The wisdom of old age, says Sommer. Not always to be the only one responsible for Hit Pieces! Fünf Miniaturen. The band sounds like a big orchestra with several contrabasses. The secret to this tremendous sound is not given away. Two big drums, uncomfortable positions, the alto in the tenor sector: research in materials. The miniatures are the parts that can be repeated most clearly, explains the composer. Here nothing develops into something else, everything is centered around a clear way of dealing with assigned material. «Linear» is mentioned as a key word and «score» as well.
Rue Sthrau, a small street and a small hotel in the south-eastern part of the Seine metropole. A lot of foreigners live there. It is also where the Zentralquartett stays. There is really something to that part of town, says Gumpert.
Come together and funky riffs. Solus? No, Soul Plexus, soul as in spiritual soul. Blues-heavy theater is Petrowsky’s comment.
And Schmetterling, which means
butterfly. It reminds Bauer of his dance music times in the sixties. Has nothing to do with the fluttering of a butterfly, more with «schmettern», which means to blare, like a trumpet. A play on words.
A lot of things were exaggerated back then. The folk song material was once very successful as a sticker. At one time more so for Gumpert’s Workshop Band, but also for the Zentralquartett. GDR folkmusic and its own jazz? No, that was never our intention, says Gumpert, he of all people. Yet, the song and Free Jazz, that was the Zentralquartett, says Bauer.
A bonus for being exotic? Behind the western façade Petrowsky sees mafia-like structures crumbling. What to do with the big names? They are individually teamed up with others, sent to the slaughter for some kind of Old School-New School bluff or other dubious festival business.

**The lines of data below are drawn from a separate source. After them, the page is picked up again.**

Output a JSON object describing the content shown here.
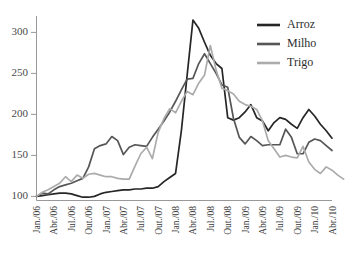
{
  "chart_data": {
    "type": "line",
    "title": "",
    "subtitle": "",
    "xlabel": "",
    "ylabel": "",
    "ylim": [
      95,
      320
    ],
    "xlim": [
      0,
      51
    ],
    "grid": false,
    "legend_position": "top-right",
    "y_ticks": [
      100,
      150,
      200,
      250,
      300
    ],
    "y_tick_labels": [
      "100",
      "150",
      "200",
      "250",
      "300"
    ],
    "x_tick_indices": [
      0,
      3,
      6,
      9,
      12,
      15,
      18,
      21,
      24,
      27,
      30,
      33,
      36,
      39,
      42,
      45,
      48,
      51
    ],
    "x_tick_labels": [
      "Jan./06",
      "Abr./06",
      "Jul./06",
      "Out./06",
      "Jan./07",
      "Abr./07",
      "Jul./07",
      "Out./07",
      "Jan./08",
      "Abr./08",
      "Jul./08",
      "Out./08",
      "Jan./09",
      "Abr./09",
      "Jul./09",
      "Out./09",
      "Jan./10",
      "Abr./10"
    ],
    "x_months": [
      "Jan./06",
      "Fev./06",
      "Mar./06",
      "Abr./06",
      "Mai./06",
      "Jun./06",
      "Jul./06",
      "Ago./06",
      "Set./06",
      "Out./06",
      "Nov./06",
      "Dez./06",
      "Jan./07",
      "Fev./07",
      "Mar./07",
      "Abr./07",
      "Mai./07",
      "Jun./07",
      "Jul./07",
      "Ago./07",
      "Set./07",
      "Out./07",
      "Nov./07",
      "Dez./07",
      "Jan./08",
      "Fev./08",
      "Mar./08",
      "Abr./08",
      "Mai./08",
      "Jun./08",
      "Jul./08",
      "Ago./08",
      "Set./08",
      "Out./08",
      "Nov./08",
      "Dez./08",
      "Jan./09",
      "Fev./09",
      "Mar./09",
      "Abr./09",
      "Mai./09",
      "Jun./09",
      "Jul./09",
      "Ago./09",
      "Set./09",
      "Out./09",
      "Nov./09",
      "Dez./09",
      "Jan./10",
      "Fev./10",
      "Mar./10",
      "Abr./10"
    ],
    "series": [
      {
        "name": "Arroz",
        "color": "#262626",
        "values": [
          100,
          101,
          102,
          103,
          104,
          104,
          103,
          101,
          99,
          99,
          100,
          103,
          105,
          106,
          107,
          108,
          108,
          109,
          109,
          110,
          110,
          112,
          118,
          123,
          128,
          180,
          248,
          315,
          305,
          288,
          272,
          262,
          256,
          196,
          193,
          196,
          203,
          212,
          196,
          192,
          180,
          190,
          196,
          194,
          188,
          183,
          196,
          206,
          198,
          188,
          180,
          171
        ]
      },
      {
        "name": "Milho",
        "color": "#565656",
        "values": [
          100,
          104,
          103,
          108,
          112,
          114,
          116,
          119,
          122,
          136,
          158,
          162,
          164,
          173,
          168,
          151,
          160,
          163,
          162,
          161,
          172,
          182,
          192,
          203,
          216,
          230,
          243,
          244,
          262,
          274,
          262,
          250,
          236,
          233,
          195,
          172,
          164,
          173,
          168,
          162,
          163,
          163,
          163,
          182,
          172,
          152,
          152,
          166,
          170,
          168,
          162,
          156
        ]
      },
      {
        "name": "Trigo",
        "color": "#ababab",
        "values": [
          100,
          105,
          108,
          112,
          116,
          124,
          118,
          126,
          122,
          127,
          128,
          126,
          124,
          124,
          122,
          121,
          121,
          137,
          152,
          160,
          146,
          178,
          195,
          207,
          202,
          216,
          228,
          224,
          238,
          248,
          284,
          254,
          232,
          229,
          225,
          216,
          212,
          210,
          206,
          192,
          168,
          158,
          148,
          150,
          148,
          147,
          161,
          142,
          133,
          128,
          136,
          132,
          126,
          121
        ]
      }
    ]
  },
  "legend": {
    "entries": [
      {
        "label": "Arroz",
        "color": "#262626"
      },
      {
        "label": "Milho",
        "color": "#565656"
      },
      {
        "label": "Trigo",
        "color": "#ababab"
      }
    ]
  }
}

The Zentral-quartett now plays about ten times
a year. They all have their own projects, each of them manages to keep his head above water, somehow. «The most important things happened while there was still a GDR and we were allowed to travel,» says Gumpert. In the eighties, in Iceland: Thrill, the kicks. And what happened to the tradition, what came after-wards? Personal style and opinions. Underdog status, low salaries, private quarters and manager blues, fax, computer and the jungle of subsidies, somehow just everyday, normal life. A nasty little welcome to the World of Jazz. Disillusionment. The bonus for being exotic had nothing to do with the music.

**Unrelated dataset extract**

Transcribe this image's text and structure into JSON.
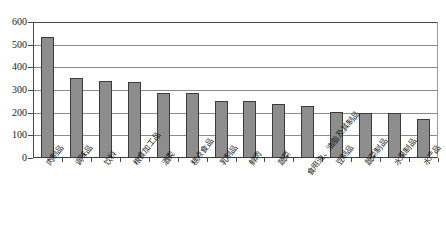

Twenty years ago they began as a consequently improvising group, Bauer remembers. The wisdom of old age, says Sommer. No longer so relentlessly free, no longer so doggedly determined. Direct democracy. Possibly «Plié» before the jazz tradi-tion, in the sense of lightness, says Gumpert. Who never really was able to see the GDR specification, but who knows that music is the greatest whore: It can be used for everything.

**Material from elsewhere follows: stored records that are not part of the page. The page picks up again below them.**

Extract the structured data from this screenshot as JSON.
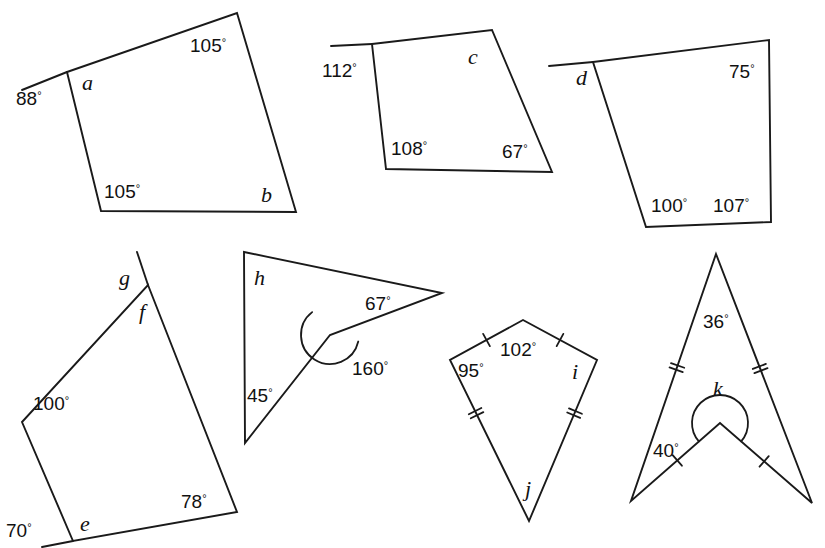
{
  "page": {
    "background_color": "#ffffff",
    "ink_color": "#1a1a1a",
    "width": 825,
    "height": 548
  },
  "figures": [
    {
      "id": "figure-1",
      "name": "quadrilateral-a-b",
      "kind": "quadrilateral",
      "vertices": [
        [
          67,
          72
        ],
        [
          237,
          13
        ],
        [
          296,
          212
        ],
        [
          101,
          211
        ]
      ],
      "tails": [
        [
          [
            67,
            72
          ],
          [
            22,
            90
          ]
        ]
      ],
      "labels": [
        {
          "name": "angle-88",
          "text": "88",
          "degree": true,
          "x": 16,
          "y": 105,
          "style": "value"
        },
        {
          "name": "angle-a",
          "text": "a",
          "degree": false,
          "x": 82,
          "y": 90,
          "style": "letter"
        },
        {
          "name": "angle-105-top",
          "text": "105",
          "degree": true,
          "x": 190,
          "y": 52,
          "style": "value"
        },
        {
          "name": "angle-105-bottom",
          "text": "105",
          "degree": true,
          "x": 104,
          "y": 198,
          "style": "value"
        },
        {
          "name": "angle-b",
          "text": "b",
          "degree": false,
          "x": 261,
          "y": 202,
          "style": "letter"
        }
      ],
      "arcs": [],
      "ticks": []
    },
    {
      "id": "figure-2",
      "name": "quadrilateral-c",
      "kind": "quadrilateral",
      "vertices": [
        [
          372,
          44
        ],
        [
          492,
          30
        ],
        [
          552,
          172
        ],
        [
          386,
          169
        ]
      ],
      "tails": [
        [
          [
            372,
            44
          ],
          [
            331,
            46
          ]
        ]
      ],
      "labels": [
        {
          "name": "angle-112",
          "text": "112",
          "degree": true,
          "x": 322,
          "y": 77,
          "style": "value"
        },
        {
          "name": "angle-c",
          "text": "c",
          "degree": false,
          "x": 468,
          "y": 64,
          "style": "letter"
        },
        {
          "name": "angle-108",
          "text": "108",
          "degree": true,
          "x": 391,
          "y": 155,
          "style": "value"
        },
        {
          "name": "angle-67",
          "text": "67",
          "degree": true,
          "x": 502,
          "y": 158,
          "style": "value"
        }
      ],
      "arcs": [],
      "ticks": []
    },
    {
      "id": "figure-3",
      "name": "quadrilateral-d",
      "kind": "quadrilateral",
      "vertices": [
        [
          593,
          62
        ],
        [
          769,
          40
        ],
        [
          771,
          222
        ],
        [
          646,
          227
        ]
      ],
      "tails": [
        [
          [
            593,
            62
          ],
          [
            549,
            66
          ]
        ]
      ],
      "labels": [
        {
          "name": "angle-d",
          "text": "d",
          "degree": false,
          "x": 576,
          "y": 85,
          "style": "letter"
        },
        {
          "name": "angle-75",
          "text": "75",
          "degree": true,
          "x": 729,
          "y": 78,
          "style": "value"
        },
        {
          "name": "angle-100",
          "text": "100",
          "degree": true,
          "x": 651,
          "y": 212,
          "style": "value"
        },
        {
          "name": "angle-107",
          "text": "107",
          "degree": true,
          "x": 713,
          "y": 212,
          "style": "value"
        }
      ],
      "arcs": [],
      "ticks": []
    },
    {
      "id": "figure-4",
      "name": "quadrilateral-e-f-g",
      "kind": "quadrilateral",
      "vertices": [
        [
          148,
          285
        ],
        [
          237,
          512
        ],
        [
          73,
          541
        ],
        [
          22,
          422
        ]
      ],
      "tails": [
        [
          [
            148,
            285
          ],
          [
            137,
            252
          ]
        ],
        [
          [
            73,
            541
          ],
          [
            42,
            547
          ]
        ]
      ],
      "labels": [
        {
          "name": "angle-g",
          "text": "g",
          "degree": false,
          "x": 119,
          "y": 285,
          "style": "letter"
        },
        {
          "name": "angle-f",
          "text": "f",
          "degree": false,
          "x": 139,
          "y": 319,
          "style": "letter"
        },
        {
          "name": "angle-100",
          "text": "100",
          "degree": true,
          "x": 33,
          "y": 410,
          "style": "value"
        },
        {
          "name": "angle-70",
          "text": "70",
          "degree": true,
          "x": 6,
          "y": 537,
          "style": "value"
        },
        {
          "name": "angle-e",
          "text": "e",
          "degree": false,
          "x": 80,
          "y": 531,
          "style": "letter"
        },
        {
          "name": "angle-78",
          "text": "78",
          "degree": true,
          "x": 181,
          "y": 508,
          "style": "value"
        }
      ],
      "arcs": [],
      "ticks": []
    },
    {
      "id": "figure-5",
      "name": "concave-quadrilateral-h",
      "kind": "concave-quadrilateral",
      "vertices": [
        [
          244,
          252
        ],
        [
          442,
          293
        ],
        [
          330,
          335
        ],
        [
          245,
          443
        ]
      ],
      "tails": [],
      "labels": [
        {
          "name": "angle-h",
          "text": "h",
          "degree": false,
          "x": 254,
          "y": 285,
          "style": "letter"
        },
        {
          "name": "angle-67",
          "text": "67",
          "degree": true,
          "x": 365,
          "y": 310,
          "style": "value"
        },
        {
          "name": "angle-160",
          "text": "160",
          "degree": true,
          "x": 352,
          "y": 375,
          "style": "value"
        },
        {
          "name": "angle-45",
          "text": "45",
          "degree": true,
          "x": 247,
          "y": 402,
          "style": "value"
        }
      ],
      "arcs": [
        {
          "name": "reflex-arc-160",
          "cx": 330,
          "cy": 335,
          "r": 29,
          "start_deg": 13,
          "end_deg": 232,
          "sweep": 1
        }
      ],
      "ticks": []
    },
    {
      "id": "figure-6",
      "name": "kite-i-j",
      "kind": "kite",
      "vertices": [
        [
          523,
          320
        ],
        [
          597,
          360
        ],
        [
          529,
          521
        ],
        [
          450,
          360
        ]
      ],
      "tails": [],
      "labels": [
        {
          "name": "angle-102",
          "text": "102",
          "degree": true,
          "x": 500,
          "y": 356,
          "style": "value"
        },
        {
          "name": "angle-95",
          "text": "95",
          "degree": true,
          "x": 458,
          "y": 377,
          "style": "value"
        },
        {
          "name": "angle-i",
          "text": "i",
          "degree": false,
          "x": 572,
          "y": 379,
          "style": "letter"
        },
        {
          "name": "angle-j",
          "text": "j",
          "degree": false,
          "x": 525,
          "y": 496,
          "style": "letter"
        }
      ],
      "arcs": [],
      "ticks": [
        {
          "name": "tick-single-upper-left",
          "x1": 523,
          "y1": 320,
          "x2": 450,
          "y2": 360,
          "count": 1,
          "t": 0.5
        },
        {
          "name": "tick-single-upper-right",
          "x1": 523,
          "y1": 320,
          "x2": 597,
          "y2": 360,
          "count": 1,
          "t": 0.5
        },
        {
          "name": "tick-double-lower-left",
          "x1": 450,
          "y1": 360,
          "x2": 529,
          "y2": 521,
          "count": 2,
          "t": 0.33
        },
        {
          "name": "tick-double-lower-right",
          "x1": 597,
          "y1": 360,
          "x2": 529,
          "y2": 521,
          "count": 2,
          "t": 0.33
        }
      ]
    },
    {
      "id": "figure-7",
      "name": "dart-k",
      "kind": "dart",
      "vertices": [
        [
          716,
          254
        ],
        [
          812,
          503
        ],
        [
          720,
          423
        ],
        [
          631,
          501
        ]
      ],
      "tails": [],
      "labels": [
        {
          "name": "angle-36",
          "text": "36",
          "degree": true,
          "x": 703,
          "y": 328,
          "style": "value"
        },
        {
          "name": "angle-k",
          "text": "k",
          "degree": false,
          "x": 713,
          "y": 396,
          "style": "letter"
        },
        {
          "name": "angle-40",
          "text": "40",
          "degree": true,
          "x": 653,
          "y": 457,
          "style": "value"
        }
      ],
      "arcs": [
        {
          "name": "reflex-arc-k",
          "cx": 720,
          "cy": 423,
          "r": 28,
          "start_deg": 139,
          "end_deg": 41,
          "sweep": 1
        }
      ],
      "ticks": [
        {
          "name": "tick-double-upper-left",
          "x1": 716,
          "y1": 254,
          "x2": 631,
          "y2": 501,
          "count": 2,
          "t": 0.46
        },
        {
          "name": "tick-double-upper-right",
          "x1": 716,
          "y1": 254,
          "x2": 812,
          "y2": 503,
          "count": 2,
          "t": 0.46
        },
        {
          "name": "tick-single-lower-left",
          "x1": 631,
          "y1": 501,
          "x2": 720,
          "y2": 423,
          "count": 1,
          "t": 0.52
        },
        {
          "name": "tick-single-lower-right",
          "x1": 812,
          "y1": 503,
          "x2": 720,
          "y2": 423,
          "count": 1,
          "t": 0.52
        }
      ]
    }
  ]
}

The great Synopsis rebellion once followed the artistic sense of form, the Zentralquartett-East was followed by the Zentralquartett-After-The-Wall. The Zentralquartett-Today somehow sounds liberated. And not only because the gentlemen have grown older, the systems buried and with them the great theories. Whether society finds its expression in music? Well, these four believers in direct democracy have differing opinions. Whether the music has changed?"